Press clippings of Viola mentions from books and magazines that I have come across.
Internet World Magazine, April 1995As word about the new concept spread, collaborators outside of CERN began to spring up. One of earliest full-screen browser was Viola, developed by Pei Wei, then of the University of California at Berkeley. This tool contained many elaborate features, and Berners-Lee said it easily could have attained the important role later assumed by Mosaic if Wei had chosen to "productize" it.
The World Wide Web UnleashedIn January 1993, 50 Web servers were in existence, and at that time the Viola browser was made available for the X Window system. Viola was the early leader in Web browsing technology, offering the first glimpse of the graphical, mouse based hypertext system originally conceived by the Web proposal.
Gentlemen's Quarterly, January 1997, pg 123... computers at CERN, which had two browsers available free to anyone who wanted to make copies. One had been created at CERN, the other by a former Berkeley student named Pei Wei....
Basically, he had something very like Java, and as he went ahead and wrote something very much like Hot Java, the language was called 'Viola' and the browser was called 'ViolaWWW'. It didn't take off very quickly because you had to first install 'Viola' nobody understood why you should install an interpreter, and then this 'WWW' in a Viola library area. You had to be system administrator to do all that stuff, it wasn't obvious. But in fact what he did was really ahead of his time. He actually had Applets running. He had World Wide Web pages with little things doing somersaults and what have you.
Scientific American, December 1997Berners-Lee and his CERN compatriot Robert Cailliau put the free Web software on the Internet in 1991. It didn't take off until 1993, when Marc Andreessen and his colleagues at the University of Illinois, who had seen one of the early Web browsers called ViolaWWW, wrote the now famous Mosaic.
The Advanced HTML Companion,Within a few months of the release of www, the first graphically based Web browser began to appear. The first was Viola, written by Pei Wei, an undergraduate computer science student at University of California, Berkeley in late 1991. Primitive by today's standards, it was revolutionary at the time, and was shown at Web and hypertext conferences to great effect. With Viola, you simply clicked on a link in the text, and you were tranported elsewhere in the document or on the Web.
HTML 4 Unleashed,The Early Browsers: In 1991, Pei Wei had written a program called Viola. It was a HyperText system somewhat like HyperCard and ran under UNIX and X11 workstations. In early 1992, Pei reworked Viola to be a graphical browser for HTML. Viola allowed the user to have more than one font, links were boxed and needed a click of the mouse button for actuation, there was a "history" for ready access to pages already visited, and Viola had the capability to bookmark pages and to display the source markup for the page being viewed.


_The problem_.
Every record must be copied exactly, from first line to last.

_Records provided_.
########

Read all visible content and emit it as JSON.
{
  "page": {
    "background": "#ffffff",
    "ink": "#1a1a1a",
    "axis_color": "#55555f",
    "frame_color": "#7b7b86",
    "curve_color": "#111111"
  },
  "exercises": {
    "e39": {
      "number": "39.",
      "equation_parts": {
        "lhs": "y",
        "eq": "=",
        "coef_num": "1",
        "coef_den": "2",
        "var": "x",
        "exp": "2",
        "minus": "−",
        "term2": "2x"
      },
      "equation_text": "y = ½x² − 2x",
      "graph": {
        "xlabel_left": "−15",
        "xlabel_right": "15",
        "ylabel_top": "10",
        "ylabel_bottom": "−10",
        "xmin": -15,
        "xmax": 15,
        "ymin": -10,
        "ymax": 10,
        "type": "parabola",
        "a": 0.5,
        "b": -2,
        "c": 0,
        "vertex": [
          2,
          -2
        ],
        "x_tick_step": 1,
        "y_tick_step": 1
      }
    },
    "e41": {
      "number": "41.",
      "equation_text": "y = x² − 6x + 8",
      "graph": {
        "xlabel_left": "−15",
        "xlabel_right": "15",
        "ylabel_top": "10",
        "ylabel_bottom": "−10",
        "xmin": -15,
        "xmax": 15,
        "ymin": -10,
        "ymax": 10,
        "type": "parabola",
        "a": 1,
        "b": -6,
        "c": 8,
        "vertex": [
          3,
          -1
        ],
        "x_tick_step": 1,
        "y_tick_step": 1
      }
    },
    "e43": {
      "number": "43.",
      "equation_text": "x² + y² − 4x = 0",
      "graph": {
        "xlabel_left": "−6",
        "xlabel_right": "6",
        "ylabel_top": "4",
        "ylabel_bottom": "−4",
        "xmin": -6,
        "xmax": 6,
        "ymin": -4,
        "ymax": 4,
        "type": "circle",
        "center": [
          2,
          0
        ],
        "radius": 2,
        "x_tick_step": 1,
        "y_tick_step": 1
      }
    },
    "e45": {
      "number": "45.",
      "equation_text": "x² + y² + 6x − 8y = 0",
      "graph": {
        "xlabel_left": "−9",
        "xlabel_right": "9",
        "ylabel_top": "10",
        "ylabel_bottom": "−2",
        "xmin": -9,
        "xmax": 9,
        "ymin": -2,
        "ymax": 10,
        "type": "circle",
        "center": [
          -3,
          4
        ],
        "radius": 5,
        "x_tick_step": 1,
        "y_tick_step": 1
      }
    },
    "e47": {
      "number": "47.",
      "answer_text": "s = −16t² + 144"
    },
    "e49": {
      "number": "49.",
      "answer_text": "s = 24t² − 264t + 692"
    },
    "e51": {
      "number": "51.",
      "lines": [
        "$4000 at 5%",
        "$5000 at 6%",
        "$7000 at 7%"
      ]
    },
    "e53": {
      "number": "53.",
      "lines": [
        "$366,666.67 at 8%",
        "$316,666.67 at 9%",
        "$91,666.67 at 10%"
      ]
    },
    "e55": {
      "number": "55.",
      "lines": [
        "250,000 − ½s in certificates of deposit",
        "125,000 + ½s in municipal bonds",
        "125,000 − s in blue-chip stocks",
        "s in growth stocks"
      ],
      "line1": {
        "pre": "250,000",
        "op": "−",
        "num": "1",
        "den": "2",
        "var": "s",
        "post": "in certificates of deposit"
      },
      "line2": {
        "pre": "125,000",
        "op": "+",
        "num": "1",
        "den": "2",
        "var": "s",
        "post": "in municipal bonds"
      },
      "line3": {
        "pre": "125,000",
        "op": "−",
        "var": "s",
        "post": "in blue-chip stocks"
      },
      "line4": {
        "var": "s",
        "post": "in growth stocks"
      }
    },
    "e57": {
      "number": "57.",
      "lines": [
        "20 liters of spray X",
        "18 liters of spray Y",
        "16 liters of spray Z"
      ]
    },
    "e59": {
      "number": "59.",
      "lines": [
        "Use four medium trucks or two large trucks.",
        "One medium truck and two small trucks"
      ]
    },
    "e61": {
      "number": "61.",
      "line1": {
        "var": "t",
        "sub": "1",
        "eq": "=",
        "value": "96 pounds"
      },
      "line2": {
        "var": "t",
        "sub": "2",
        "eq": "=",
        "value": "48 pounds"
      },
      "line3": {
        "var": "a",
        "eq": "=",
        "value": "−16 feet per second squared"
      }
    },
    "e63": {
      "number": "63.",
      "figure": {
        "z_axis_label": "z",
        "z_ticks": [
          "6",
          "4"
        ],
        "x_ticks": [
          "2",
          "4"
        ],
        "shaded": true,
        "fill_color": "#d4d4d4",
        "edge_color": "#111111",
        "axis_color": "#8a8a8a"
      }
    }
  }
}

########

_Task output_.
Read all visible content and emit it as JSON.
{
  "page": {
    "background": "#ffffff",
    "ink": "#1a1a1a",
    "axis_color": "#55555f",
    "frame_color": "#7b7b86",
    "curve_color": "#111111"
  },
  "exercises": {
    "e39": {
      "number": "39.",
      "equation_parts": {
        "lhs": "y",
        "eq": "=",
        "coef_num": "1",
        "coef_den": "2",
        "var": "x",
        "exp": "2",
        "minus": "−",
        "term2": "2x"
      },
      "equation_text": "y = ½x² − 2x",
      "graph": {
        "xlabel_left": "−15",
        "xlabel_right": "15",
        "ylabel_top": "10",
        "ylabel_bottom": "−10",
        "xmin": -15,
        "xmax": 15,
        "ymin": -10,
        "ymax": 10,
        "type": "parabola",
        "a": 0.5,
        "b": -2,
        "c": 0,
        "vertex": [
          2,
          -2
        ],
        "x_tick_step": 1,
        "y_tick_step": 1
      }
    },
    "e41": {
      "number": "41.",
      "equation_text": "y = x² − 6x + 8",
      "graph": {
        "xlabel_left": "−15",
        "xlabel_right": "15",
        "ylabel_top": "10",
        "ylabel_bottom": "−10",
        "xmin": -15,
        "xmax": 15,
        "ymin": -10,
        "ymax": 10,
        "type": "parabola",
        "a": 1,
        "b": -6,
        "c": 8,
        "vertex": [
          3,
          -1
        ],
        "x_tick_step": 1,
        "y_tick_step": 1
      }
    },
    "e43": {
      "number": "43.",
      "equation_text": "x² + y² − 4x = 0",
      "graph": {
        "xlabel_left": "−6",
        "xlabel_right": "6",
        "ylabel_top": "4",
        "ylabel_bottom": "−4",
        "xmin": -6,
        "xmax": 6,
        "ymin": -4,
        "ymax": 4,
        "type": "circle",
        "center": [
          2,
          0
        ],
        "radius": 2,
        "x_tick_step": 1,
        "y_tick_step": 1
      }
    },
    "e45": {
      "number": "45.",
      "equation_text": "x² + y² + 6x − 8y = 0",
      "graph": {
        "xlabel_left": "−9",
        "xlabel_right": "9",
        "ylabel_top": "10",
        "ylabel_bottom": "−2",
        "xmin": -9,
        "xmax": 9,
        "ymin": -2,
        "ymax": 10,
        "type": "circle",
        "center": [
          -3,
          4
        ],
        "radius": 5,
        "x_tick_step": 1,
        "y_tick_step": 1
      }
    },
    "e47": {
      "number": "47.",
      "answer_text": "s = −16t² + 144"
    },
    "e49": {
      "number": "49.",
      "answer_text": "s = 24t² − 264t + 692"
    },
    "e51": {
      "number": "51.",
      "lines": [
        "$4000 at 5%",
        "$5000 at 6%",
        "$7000 at 7%"
      ]
    },
    "e53": {
      "number": "53.",
      "lines": [
        "$366,666.67 at 8%",
        "$316,666.67 at 9%",
        "$91,666.67 at 10%"
      ]
    },
    "e55": {
      "number": "55.",
      "lines": [
        "250,000 − ½s in certificates of deposit",
        "125,000 + ½s in municipal bonds",
        "125,000 − s in blue-chip stocks",
        "s in growth stocks"
      ],
      "line1": {
        "pre": "250,000",
        "op": "−",
        "num": "1",
        "den": "2",
        "var": "s",
        "post": "in certificates of deposit"
      },
      "line2": {
        "pre": "125,000",
        "op": "+",
        "num": "1",
        "den": "2",
        "var": "s",
        "post": "in municipal bonds"
      },
      "line3": {
        "pre": "125,000",
        "op": "−",
        "var": "s",
        "post": "in blue-chip stocks"
      },
      "line4": {
        "var": "s",
        "post": "in growth stocks"
      }
    },
    "e57": {
      "number": "57.",
      "lines": [
        "20 liters of spray X",
        "18 liters of spray Y",
        "16 liters of spray Z"
      ]
    },
    "e59": {
      "number": "59.",
      "lines": [
        "Use four medium trucks or two large trucks.",
        "One medium truck and two small trucks"
      ]
    },
    "e61": {
      "number": "61.",
      "line1": {
        "var": "t",
        "sub": "1",
        "eq": "=",
        "value": "96 pounds"
      },
      "line2": {
        "var": "t",
        "sub": "2",
        "eq": "=",
        "value": "48 pounds"
      },
      "line3": {
        "var": "a",
        "eq": "=",
        "value": "−16 feet per second squared"
      }
    },
    "e63": {
      "number": "63.",
      "figure": {
        "z_axis_label": "z",
        "z_ticks": [
          "6",
          "4"
        ],
        "x_ticks": [
          "2",
          "4"
        ],
        "shaded": true,
        "fill_color": "#d4d4d4",
        "edge_color": "#111111",
        "axis_color": "#8a8a8a"
      }
    }
  }
}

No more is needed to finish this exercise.